Until now, large drug companies’ sprawling, expensive sales and marketing infrastructures have enabled them to dominate markets and created huge barriers for smaller entrants. But if contracting can be used as a major weapon to lock out competitors, then Big Pharma’s commercial operations aren’t an advantage any more – they’re just an expense line – a massive expense line, with headcount to boot, that keeps the company’s leaders from imagining a different way of doing business.

In contrast, a pre-launch biotech in tight competition with a global pharma company now has two choices. One is "business as usual" – spend huge sums to build and maintain a sales force, market the heck out of its drug, and claw for every sliver of market share. Or, the company could spend a fraction of that cost to hire a top-notch market access team and secure contracts with large payers to lock out competitors. In the second option, even if the biotech gave away some pricing power, it’s likely the combination of unfettered access to patients and reduced sales and marketing spend (which is a low-return investment even in the best of times) would maintain a high operating margin – and create a new model for value-creation in biopharma in the process.

Some may argue this is an over-simplification, as it assumes that doctors and patients will accept reduced access to a higher-priced drug, and accept the cheaper one as medically equivalent. Admittedly, that may not be true in all markets, but there are at least a few cases on the horizon (PCSK9 inhibitors for hypercholesterolemia, perhaps) in which payers may be able to favor one new agent over another without risking backlash from the clinical community.

And once the door is wedged open, is it so far-fetched to think the same principle could be applied more broadly – to new psoriasis drugs spanning various mechanisms of action, for example? Even oncology, long the “third rail” for active management by payers, could see a pricing and contracting battle among anti-PD-1 agents for melanoma, if their clinical profiles appear largely similar.

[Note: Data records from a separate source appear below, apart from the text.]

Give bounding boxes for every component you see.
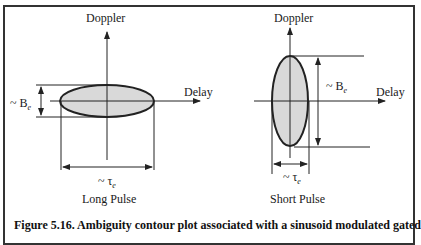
short-duration-label: ~ τe — [283, 170, 301, 186]
long-bandwidth-label: ~ Be — [10, 96, 32, 112]
short-pulse-panel: Doppler Delay ~ Be ~ τe Short Pulse — [254, 11, 405, 206]
short-bandwidth-label: ~ Be — [326, 79, 348, 95]
short-doppler-label: Doppler — [274, 11, 313, 25]
figure-caption: Figure 5.16. Ambiguity contour plot asso… — [14, 218, 421, 233]
long-doppler-label: Doppler — [86, 11, 125, 25]
long-duration-label: ~ τe — [98, 174, 116, 190]
long-pulse-panel: Doppler Delay ~ Be ~ τe Long Pulse — [10, 11, 213, 206]
long-delay-label: Delay — [184, 85, 213, 99]
long-pulse-title: Long Pulse — [82, 192, 136, 206]
short-pulse-title: Short Pulse — [270, 192, 325, 206]
short-delay-label: Delay — [376, 85, 405, 99]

When Big Pharma companies are solely competing against one another, they may be sufficiently wedded to the conventional business model that “game theory” will kick in to keep them from battling one another on prices of new therapies, except in rare cases. But small biotechs are more likely to follow Abbvie's lead, disrupt the game entirely, and take down their larger, more established competitors. The question is no longer whether we will see pricing and contracting wars among newly-launched drugs, it's when – and which companies will survive.